Home, safe. Well, reasonably so. I didn't manage to get caught in the latest blizzard, although I gave it the old college try. My 7pm train that was meant to arrive in Boston at about half midnight hit South Station just before 2:30am, We spent three hours stopped right in the middle of a track block, about fifteen miles southwest-ish of New Haven, for no immediately apparent reason. With all but the emergency lights out. And no wifi.

"Ladies and gentlemen, we are having some mechanical difficulties," said the conductor over the PA system, and then offered an explanation of, "we don't know what's wrong." It was a refreshing change from when we got stuck in Connecticut on the way down to New York, where they just sat there and repeatedly rebooted the damn train for half an hour before making any announcements.

Just for y'all's edification, when you are stuck on the track somewhere exceedingly boring in rural Connecticut, in the dark, with no amenities and very little hope that you will live long enough to see this situation fixed, it takes Amtrak about 45 minutes to apologize by cordially inviting you to loot all of the non-beer parts of the café car.

I'm always struck by the casualness with which commuter trains run. My original paradigm for transit that gets many people from point A to point B is an airplane, and airlines have been scrupulous about accounting for every seat and every passenger since I've been alive. Lately they're at least pretending to be scrupulous about bags as well. They overbook everything, so the stop you bought your ticket for is the stop where you are going to disembark, period, because they need that seat, and they need to throw your suitcases into the luggage-mangling machine.

The Amtrak people make some effort to ensure you have a ticket and you're getting on the matching train, but once you're there there's only a kind of a vague reminder to get you off it again somewhere in the vicinity of the marked stop. My train left from and technically came back to Back Bay Station downtown, but the conductor goes through and collects the last of the punched tickets from over the seats as soon as you leave RI. They're only concerned that you get off the train somewhere in the state of Massachusetts, and they don't really care where. What you do with yourself from that point onwards is not their concern.

The subways in Manhattan are confusing. I assume there was at one point some logic applied to naming and mapping the lines, but that the MTA gave up when they consolidated everything into a public utility. The signage down there appears to have been generated by feeding a MegaHAL a combination of IKEA assembly instructions and federal tax code. They say things like "← N Uptown/Queens for svc to B'way R after 8pm every second Thursday NO LIVESTOCK". I am deeply thankful for the Boston subways now. All Orange stations run only Orange trains, and all Orange trains make all Orange stops. The MBTA has many problems, but our maps are color-coded and simple enough to be read by drunks and imbeciles.

Our organizer tasked me with getting another attendee back to the place we were both staying, after we had all spent three hours drinking at a wine bar on the sponsor's tab. Not only was he from out of town, he had just flown in from Germany, so he was working with exhausted boozy English-as-a-second-language. "I love how you keep following me like I know what I'm doing," I said to him, on the platform of the first random subway stop we found that had a letter I recognized from Fulton St that morning.

I half figured it out on the last day when someone finally told me explicitly that the MTA names trains and not lines, but by then it was too late to be useful. And it still doesn't help all that much unless you memorize the route map, which is beyond even me, at least without considerably more experience in the city.

NYC subway platforms are terrifyingly narrow. Even moreso than the very old platforms in Cambridge, like Central and Kendall. I am not keen on it. I'll survive, mainly because I am not generally drunk and don't feel the need to hang my head into the tunnel to see if the train is pulling in yet, but it makes me nervous.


● **What you are asked to do**:
Set the material down again exactly, line by line, skipping each picture.

● **Records shown**:

# # # #

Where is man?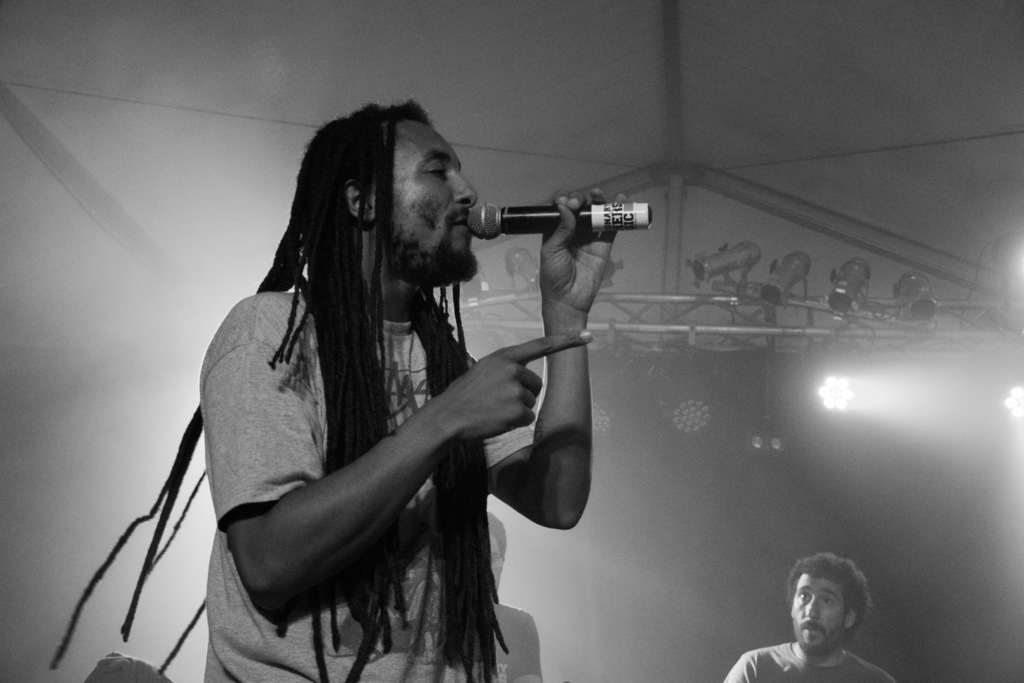
(475, 506, 550, 682).
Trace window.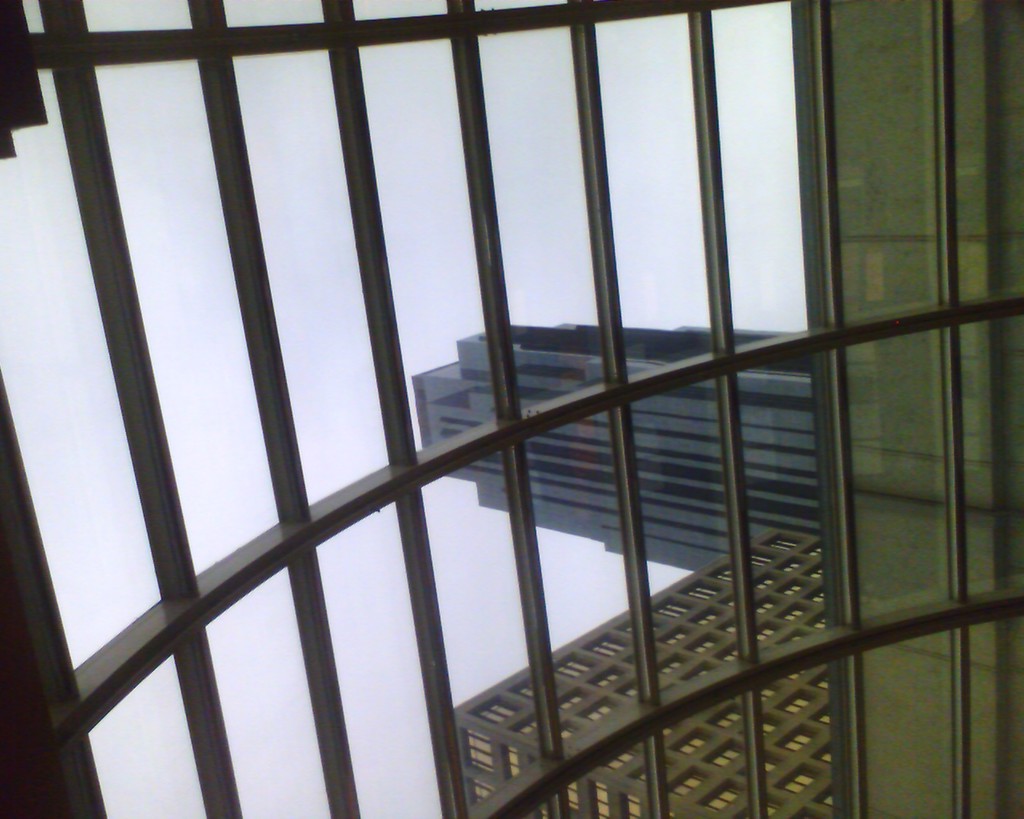
Traced to 666 769 708 797.
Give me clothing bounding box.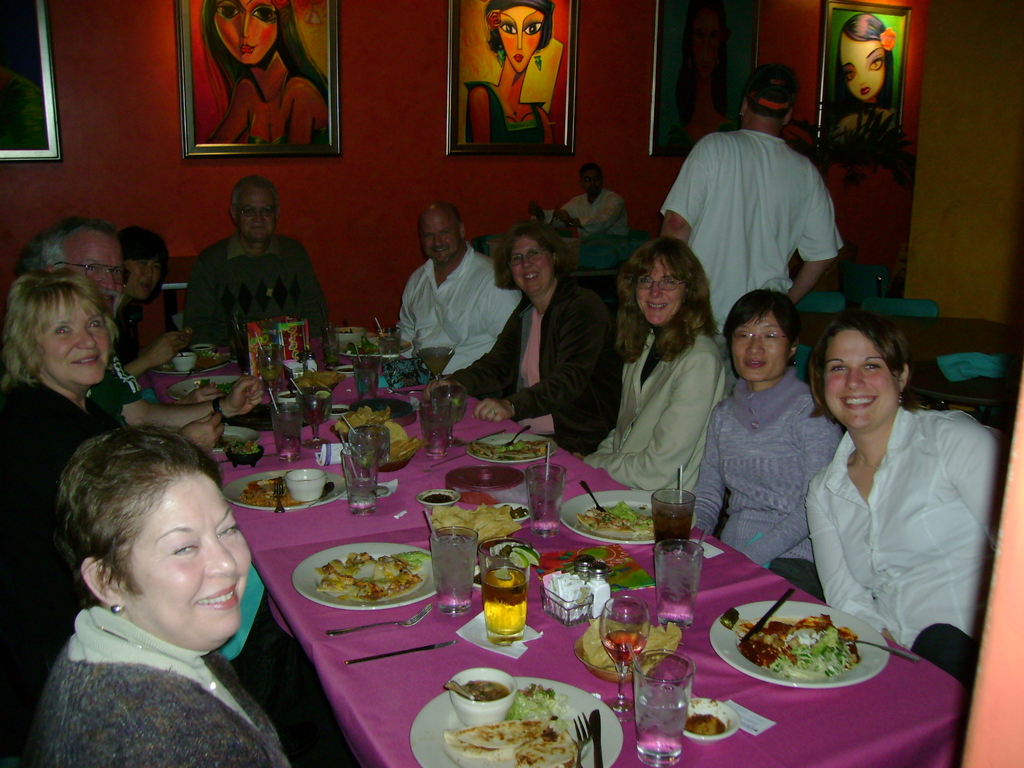
<box>465,292,617,458</box>.
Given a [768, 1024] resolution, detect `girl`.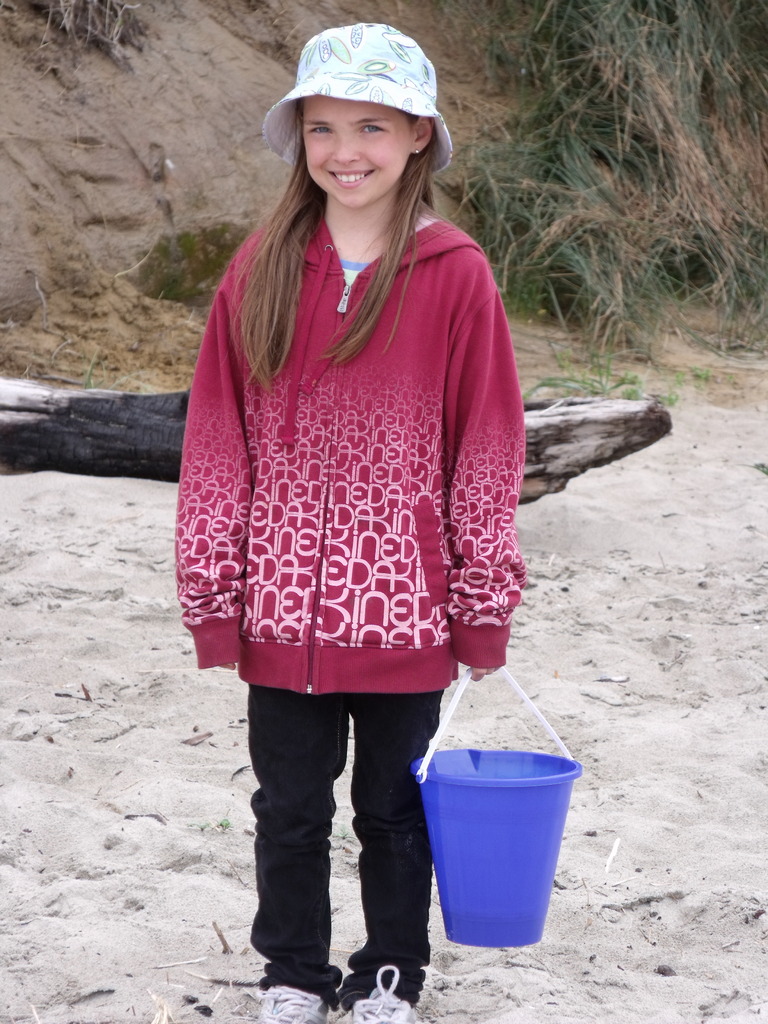
bbox=(170, 22, 526, 1023).
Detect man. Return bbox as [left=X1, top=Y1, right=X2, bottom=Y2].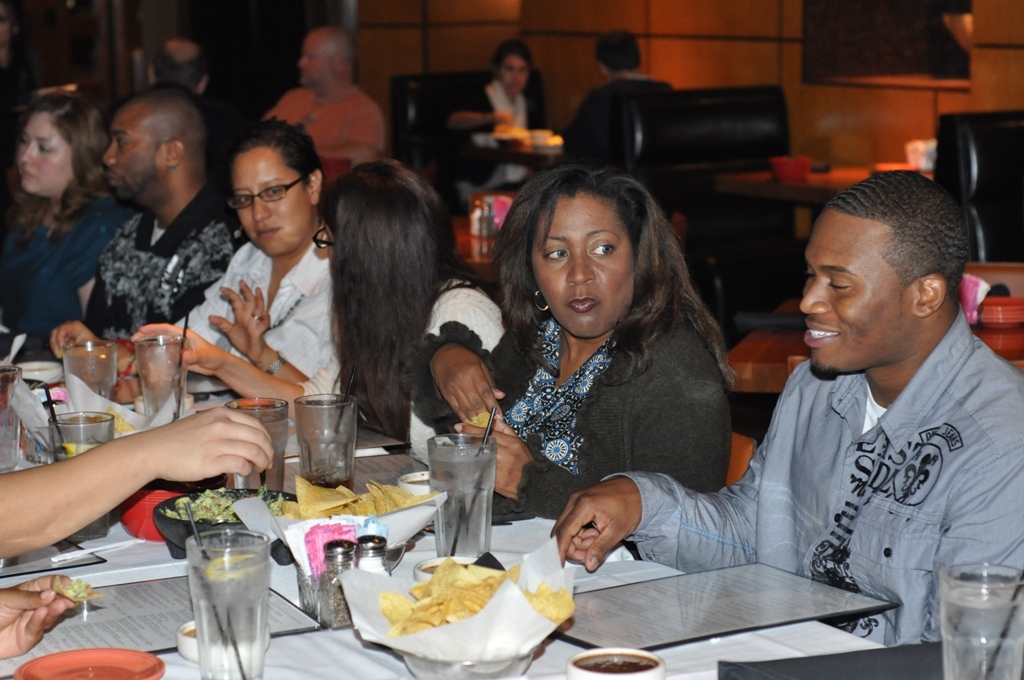
[left=558, top=30, right=668, bottom=162].
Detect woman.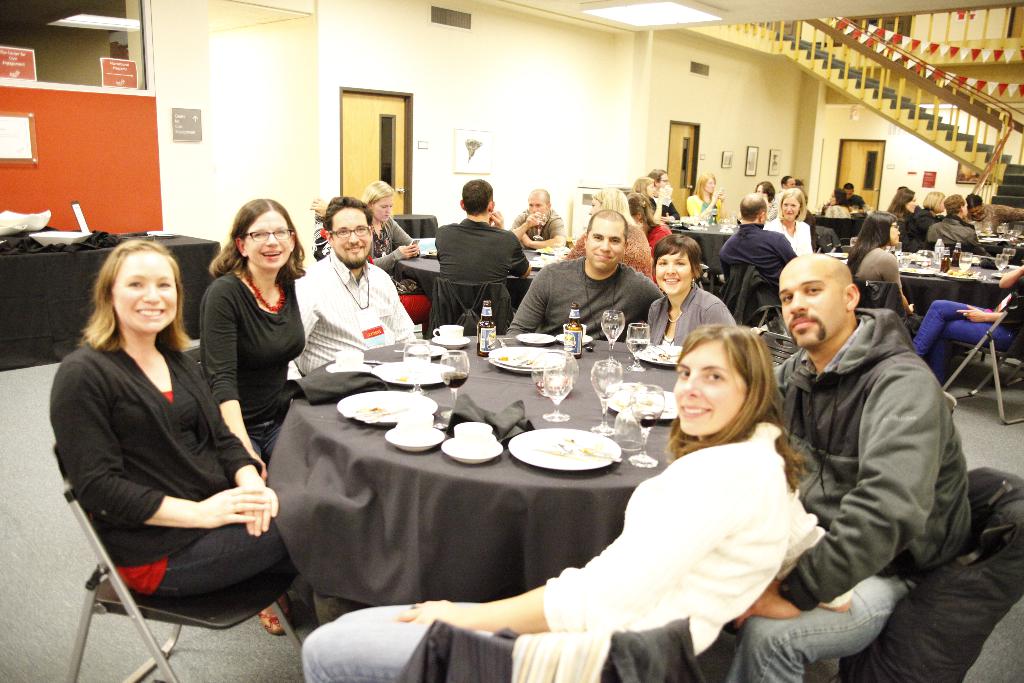
Detected at 647/227/738/348.
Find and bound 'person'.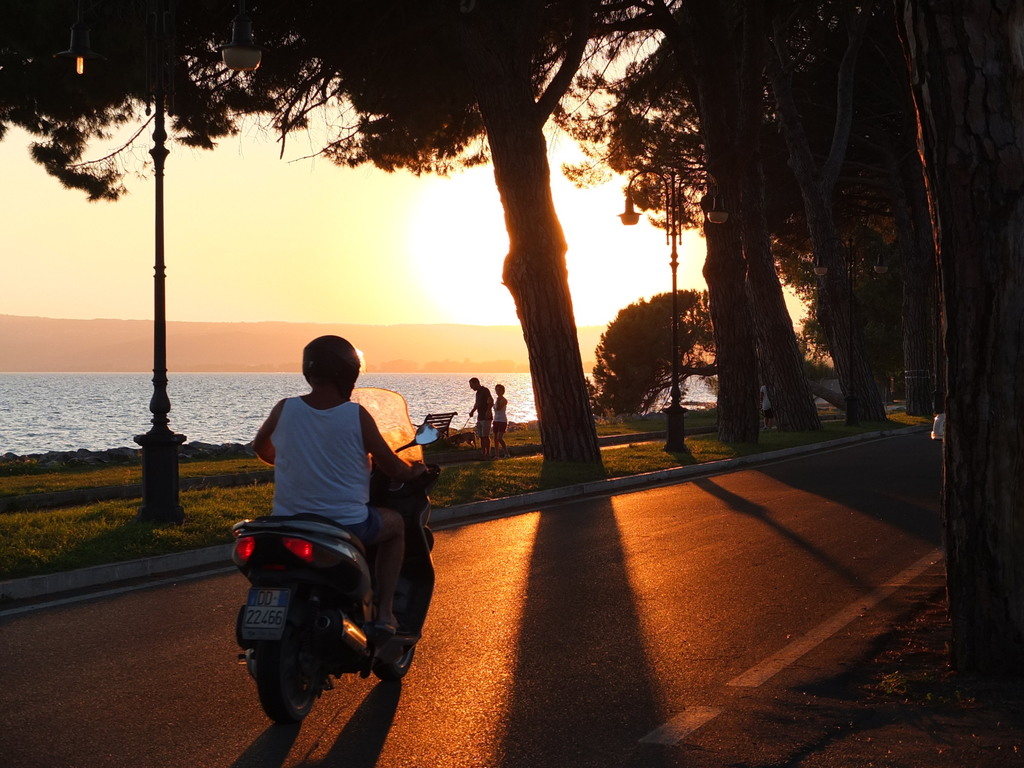
Bound: (234,328,404,630).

# # # #

● **Final answer**:
Where is man?
(475, 506, 550, 682).
Trace window.
Traced to 666 769 708 797.
Give me clothing bounding box.
<box>465,292,617,458</box>.
Given a [768, 1024] resolution, detect `girl`.
bbox=(170, 22, 526, 1023).
Detect man. Return bbox as [left=X1, top=Y1, right=X2, bottom=Y2].
[left=558, top=30, right=668, bottom=162].
Detect woman.
Detected at 647/227/738/348.
Find and bound 'person'.
Bound: (234,328,404,630).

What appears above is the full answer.